A rare species of ‘giant’ tortoise, long believed to have gone extinct, has been found alive after over a century on the Galápagos Islands— a volcanic archipelago in the Pacific Ocean. The scientists are calling it a ‘big deal’.
The animal, which belongs to the rare Chelonoidis phantasticus species, has been named Fernanda after her Fernandina Island home, a largely unexplored active volcano in the western Galápagos Archipelago.
She is the first of her species identified in more than 100 years. A male species was found in 1906 by the explorer Rollo Beck during an expedition.
Fernanda was discovered in 2019, roaming inside a vegetation clump among the solidified lava of the islet, reports The Guardian. The researchers were able to confirm that the rare phantasticus species wasn’t extinct after they took a DNA sample to match it with the 1906 tortoise.
The researchers from Princeton University sequenced the genome of both the 1906 and the 2019 tortoise, matching them as members of the same species of giant tortoise, which was genetically different from the other 13 species of tortoise found in the Galápagos.
All giant Galápagos tortoises are all listed on the IUCN Red List from vulnerable to critically endangered, with one species already extinct.
“Everything that we knew about this species said it was extinct,” said Stephen Gaughran told The Guardian.
Gaughran is an ecology and evolutionary biology researcher at Princeton University and one of the lead authors of the study that announced the finding. His study was published on Thursday in the journal Communications Biology.
“So, it’s a big deal for a species that we thought was extinct for a hundred years to suddenly appear here.”
The research further suggest that Fernanda might not have been the only giant tortoise that got to the island and that there could have been populations of the tortoise on the island at some point.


**Work order**
Go line by line through the records below. Copy whichever lines contain the string "body".

Extracted data entries
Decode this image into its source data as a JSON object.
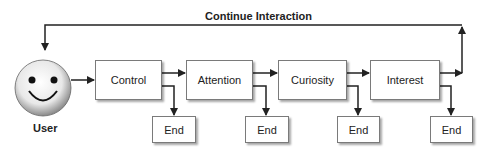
{
  "diagram": {
    "loop_label": "Continue Interaction",
    "user_label": "User",
    "stages": [
      {
        "label": "Control",
        "end_label": "End"
      },
      {
        "label": "Attention",
        "end_label": "End"
      },
      {
        "label": "Curiosity",
        "end_label": "End"
      },
      {
        "label": "Interest",
        "end_label": "End"
      }
    ],
    "colors": {
      "line": "#222222",
      "box_border": "#7a7a7a",
      "background": "#ffffff"
    }
  }
}
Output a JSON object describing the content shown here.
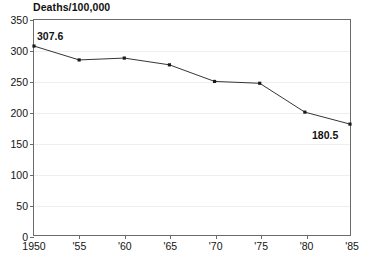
{
  "chart_data": {
    "type": "line",
    "title": "Deaths/100,000",
    "xlabel": "",
    "ylabel": "",
    "ylim": [
      0,
      350
    ],
    "ytick_step": 50,
    "yticks": [
      0,
      50,
      100,
      150,
      200,
      250,
      300,
      350
    ],
    "ytick_labels": [
      "0",
      "50",
      "100",
      "150",
      "200",
      "250",
      "300",
      "350"
    ],
    "xlim": [
      1950,
      1985
    ],
    "xticks": [
      1950,
      1955,
      1960,
      1965,
      1970,
      1975,
      1980,
      1985
    ],
    "xtick_labels": [
      "1950",
      "'55",
      "'60",
      "'65",
      "'70",
      "'75",
      "'80",
      "'85"
    ],
    "grid": true,
    "grid_axis": "y",
    "legend": false,
    "legend_position": "none",
    "x": [
      1950,
      1955,
      1960,
      1965,
      1970,
      1975,
      1980,
      1985
    ],
    "values": [
      307.6,
      285.0,
      288.0,
      277.0,
      250.0,
      247.0,
      200.0,
      180.5
    ],
    "series": [
      {
        "name": "Deaths per 100,000",
        "values": [
          307.6,
          285.0,
          288.0,
          277.0,
          250.0,
          247.0,
          200.0,
          180.5
        ]
      }
    ],
    "annotations": [
      {
        "text": "307.6",
        "x": 1950,
        "y": 307.6,
        "position": "above-right"
      },
      {
        "text": "180.5",
        "x": 1985,
        "y": 180.5,
        "position": "below-left"
      }
    ],
    "line_color": "#333333",
    "marker": "square",
    "marker_color": "#1a1a1a",
    "background_color": "#ffffff",
    "axis_color": "#6b6b6b",
    "grid_color": "#efefef"
  }
}
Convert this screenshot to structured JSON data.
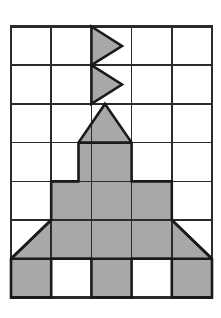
{
  "figure": {
    "background_color": "#ffffff",
    "grid": {
      "columns": 5,
      "rows": 7,
      "x_left": 11,
      "y_top": 26.5,
      "cell_width": 40.2,
      "cell_height": 38.7,
      "line_color": "#2b2b2b",
      "line_width": 1.6,
      "outer_line_width": 2.2,
      "x_lines": [
        11,
        51.2,
        91.4,
        131.6,
        171.8,
        212
      ],
      "y_lines": [
        26.5,
        65.2,
        103.9,
        142.6,
        181.3,
        220,
        258.7,
        297.4
      ]
    },
    "shape": {
      "fill_color": "#a8a8a8",
      "stroke_color": "#1a1a1a",
      "stroke_width": 2.6,
      "parts": [
        {
          "name": "antenna-triangle-upper",
          "type": "triangle",
          "points": "91.4,26.5 122,46 91.4,65.2"
        },
        {
          "name": "antenna-triangle-lower",
          "type": "triangle",
          "points": "91.4,65.2 122,84.5 91.4,103.9"
        },
        {
          "name": "nose-cone-triangle",
          "type": "triangle",
          "points": "105,103.9 131.6,142.6 78.5,142.6"
        },
        {
          "name": "body-upper-square",
          "type": "rect",
          "points": "78.5,142.6 131.6,142.6 131.6,181.3 78.5,181.3"
        },
        {
          "name": "body-wide-band-row5",
          "type": "rect",
          "points": "51.2,181.3 171.8,181.3 171.8,220 51.2,220"
        },
        {
          "name": "body-wide-band-row6",
          "type": "rect",
          "points": "51.2,220 171.8,220 171.8,258.7 51.2,258.7"
        },
        {
          "name": "left-wing-triangle",
          "type": "triangle",
          "points": "51.2,220 51.2,258.7 11,258.7"
        },
        {
          "name": "right-wing-triangle",
          "type": "triangle",
          "points": "171.8,220 212,258.7 171.8,258.7"
        },
        {
          "name": "leg-bottom-left",
          "type": "rect",
          "points": "11,258.7 51.2,258.7 51.2,297.4 11,297.4"
        },
        {
          "name": "leg-bottom-middle",
          "type": "rect",
          "points": "91.4,258.7 131.6,258.7 131.6,297.4 91.4,297.4"
        },
        {
          "name": "leg-bottom-right",
          "type": "rect",
          "points": "171.8,258.7 212,258.7 212,297.4 171.8,297.4"
        }
      ],
      "unshaded_cells": [
        "row7-col2",
        "row7-col4"
      ]
    }
  }
}
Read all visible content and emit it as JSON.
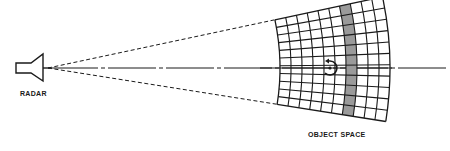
{
  "diagram": {
    "labels": {
      "radar": "RADAR",
      "object_space": "OBJECT SPACE"
    },
    "radar": {
      "icon": "horn-antenna-icon",
      "apex": [
        48,
        68
      ]
    },
    "object_space_grid": {
      "columns": 10,
      "rows": 11,
      "shaded_column_index": 6,
      "shaded_color": "#9a9a9a",
      "inner_radius": 232,
      "outer_radius": 342,
      "half_angle_deg": 10.5
    },
    "target": {
      "icon": "rotating-target-icon",
      "center": [
        330,
        68
      ],
      "radius": 7
    },
    "beam": {
      "style": "dashed",
      "color": "#222222"
    },
    "axis": {
      "style": "dash-dot",
      "end_x": 446
    }
  }
}
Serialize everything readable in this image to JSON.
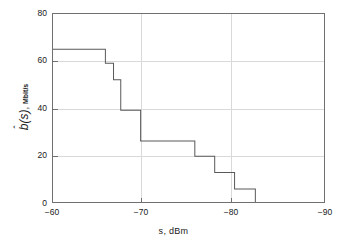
{
  "chart_data": {
    "type": "line",
    "subtype": "step-post",
    "title": "",
    "xlabel": "s, dBm",
    "ylabel": "b̂(s), Mbit/s",
    "ylabel_symbol": "b",
    "ylabel_arg": "(s)",
    "ylabel_unit": "Mbit/s",
    "ylabel_comma": ",",
    "xlim": [
      -60,
      -90
    ],
    "ylim": [
      0,
      80
    ],
    "x_ticks": [
      -60,
      -70,
      -80,
      -90
    ],
    "x_tick_labels": [
      "−60",
      "−70",
      "−80",
      "−90"
    ],
    "y_ticks": [
      0,
      20,
      40,
      60,
      80
    ],
    "y_tick_labels": [
      "0",
      "20",
      "40",
      "60",
      "80"
    ],
    "grid": true,
    "grid_color": "#d9d9d9",
    "axis_color": "#707070",
    "line_color": "#595959",
    "background": "#ffffff",
    "legend": null,
    "x": [
      -60.0,
      -65.8,
      -66.7,
      -67.5,
      -69.7,
      -75.7,
      -77.9,
      -80.1,
      -82.4
    ],
    "values": [
      65,
      59,
      52,
      39,
      26,
      19.5,
      12.5,
      5.5,
      0
    ],
    "steps": [
      {
        "x_start": -60.0,
        "x_end": -65.8,
        "y": 65
      },
      {
        "x_start": -65.8,
        "x_end": -66.7,
        "y": 59
      },
      {
        "x_start": -66.7,
        "x_end": -67.5,
        "y": 52
      },
      {
        "x_start": -67.5,
        "x_end": -69.7,
        "y": 39
      },
      {
        "x_start": -69.7,
        "x_end": -75.7,
        "y": 26
      },
      {
        "x_start": -75.7,
        "x_end": -77.9,
        "y": 19.5
      },
      {
        "x_start": -77.9,
        "x_end": -80.1,
        "y": 12.5
      },
      {
        "x_start": -80.1,
        "x_end": -82.4,
        "y": 5.5
      },
      {
        "x_start": -82.4,
        "x_end": -82.4,
        "y": 0
      }
    ]
  }
}
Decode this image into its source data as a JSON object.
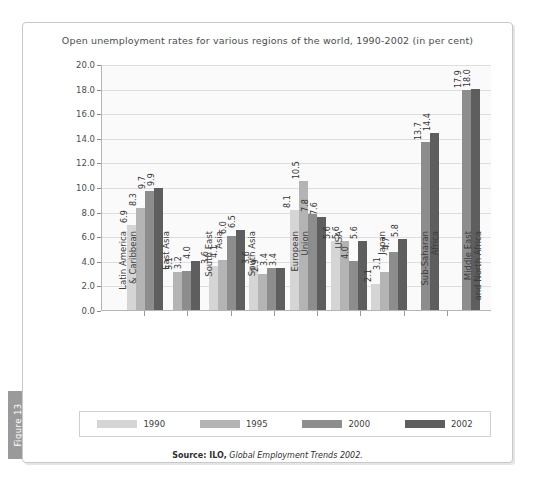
{
  "figure_tab": {
    "label": "Figure 13"
  },
  "source": {
    "lead": "Source: ILO,",
    "italic": "Global Employment Trends 2002."
  },
  "legend": {
    "items": [
      {
        "label": "1990",
        "color": "#d5d5d5"
      },
      {
        "label": "1995",
        "color": "#b4b4b4"
      },
      {
        "label": "2000",
        "color": "#8d8d8d"
      },
      {
        "label": "2002",
        "color": "#5e5e5e"
      }
    ]
  },
  "chart_data": {
    "type": "bar",
    "title": "Open unemployment rates for various regions of the world, 1990-2002 (in per cent)",
    "xlabel": "",
    "ylabel": "",
    "ylim": [
      0,
      20
    ],
    "ytick_step": 2,
    "grid": true,
    "legend_position": "bottom",
    "yticks": [
      "0.0",
      "2.0",
      "4.0",
      "6.0",
      "8.0",
      "10.0",
      "12.0",
      "14.0",
      "16.0",
      "18.0",
      "20.0"
    ],
    "categories": [
      {
        "line1": "Latin America",
        "line2": "& Caribbean"
      },
      {
        "line1": "East Asia",
        "line2": ""
      },
      {
        "line1": "South East",
        "line2": "Asia"
      },
      {
        "line1": "South Asia",
        "line2": ""
      },
      {
        "line1": "European",
        "line2": "Union"
      },
      {
        "line1": "USA",
        "line2": ""
      },
      {
        "line1": "Japan",
        "line2": ""
      },
      {
        "line1": "Sub-Saharan",
        "line2": "Africa"
      },
      {
        "line1": "Middle East",
        "line2": "and North Africa"
      }
    ],
    "series": [
      {
        "name": "1990",
        "color": "#d5d5d5",
        "values": [
          6.9,
          null,
          3.6,
          3.6,
          8.1,
          5.6,
          2.1,
          null,
          null
        ]
      },
      {
        "name": "1995",
        "color": "#b4b4b4",
        "values": [
          8.3,
          3.1,
          4.1,
          2.9,
          10.5,
          5.6,
          3.1,
          null,
          null
        ]
      },
      {
        "name": "2000",
        "color": "#8d8d8d",
        "values": [
          9.7,
          3.2,
          6.0,
          3.4,
          7.8,
          4.0,
          4.7,
          13.7,
          17.9
        ]
      },
      {
        "name": "2002",
        "color": "#5e5e5e",
        "values": [
          9.9,
          4.0,
          6.5,
          3.4,
          7.6,
          5.6,
          5.8,
          14.4,
          18.0
        ]
      }
    ]
  }
}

**Output of the task**
          "name": "body-upper-square",
          "name": "body-wide-band-row5",
          "name": "body-wide-band-row6",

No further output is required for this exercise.